Berezovska fled on foot into France, drove through Italy, and headed toward Germany, where she had been living. By July 1, she crossed into Ukraine. Within days, Interpol issued a Red Notice for her arrest.
June 29: Bombing in Monaco -> Suspect flees through France & Italy -> July 1: Enters Ukraine -> July 6: Murdered in Kyiv -> July 7: HUR Officer Confesses
The SBU caught on quickly by tracking crypto wallets. They noticed massive digital currency transfers going from two men in Ukraine straight to Berezovska. When they arrested the men—an active HUR military intelligence officer and a former law enforcement official—the intelligence officer confessed to the murder. He claims he acted completely on his own initiative without informing his superiors.
If that wasn't grim enough, a raid on the former cop's house uncovered a literal basement torture chamber filled with axes, hammers, and a green tarpaulin laid out across the floor.
The Rogue Actor Myth
Let's talk about the elephant in the room.
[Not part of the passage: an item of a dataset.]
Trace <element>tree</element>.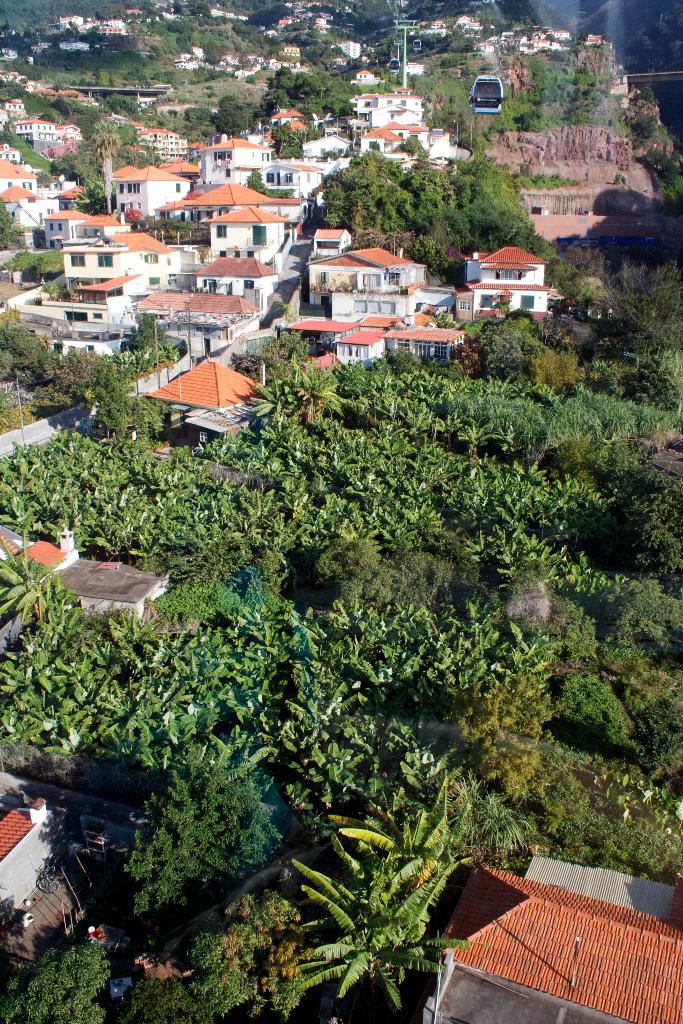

The HUR officer insists his superiors knew nothing about the assassination attempt, the crypto payments, or the subsequent cleanup operation in Kyiv.
If you believe that a mid-level intelligence operative organized an international bombing on sovereign European territory, financed it via crypto, tracked the asset across multiple borders, and then executed her to silence her—all without a single boss noticing—I have a bridge to sell you.
Intelligence agencies exist on deniability. "Rogue actor" is the oldest card in the deck. Ukraine has run highly effective, lethal operations using explosive devices inside occupied territories and Russia proper to eliminate Kremlin collaborators. But pulling off a bomb attack in the heart of Western Europe is a completely different boundary line.
Why This Shatters Kyiv's Diplomatic Narrative
The timing couldn't be worse for Ukrainian President Volodymyr Zelenskyy. The execution came right as Kyiv was pushing hard to prove it is purging corruption and organized crime to secure its European Union accession bid.
Western allies have quietly tolerated a lot of aggressive covert actions because Ukraine is fighting a brutal war of survival. But setting off bombs in Monaco and running torture basements in Kyiv pushes the envelope too far. It signals a lack of control over internal state apparatuses, or worse, a deliberate choice to use state intelligence resources for extrajudicial contracts against oligarchs.
Iermolaiev wasn't a saint; Ukraine sanctioned him in 2023 for allegedly maintaining commercial ties with Russian entities in occupied Crimea. But Western democracies rely on the rule of law. When a country hoping to join the EU appears linked to car bombs on the French Riviera, European lawmakers start getting incredibly nervous.
What Happens Next
This story won't die down with a simple confession. Western intelligence agencies, particularly French and German investigators who were already tracing Berezovska's network, are going to dig deep into those crypto trails.
Expect these three shifts immediately:
- Intense Private Scrutiny on the HUR: Washington and Brussels will demand a full, transparent accounting of how deeply embedded this "rogue" cell actually was within Ukraine's military intelligence structure.
- A Chilling Effect on the "Monaco Battalion": The wealthy elite of Ukrainian and Russian expatriates living out the war in luxury enclaves just realized that European borders offer no real protection if someone wants them dead.
- Tightened Crypto Tracking: European cybercrime units are already collaborating with the SBU to map the exact exchanges used to fund Berezovska, which will likely expose a broader web of dark-money financing.
Ukraine's security services have proven they can cooperate fast by handing over all findings to Monegasque authorities. But rewriting the narrative of a state-backed intelligence officer committing murder to cover up a botched European bombing is going to take a lot more than a quick press release.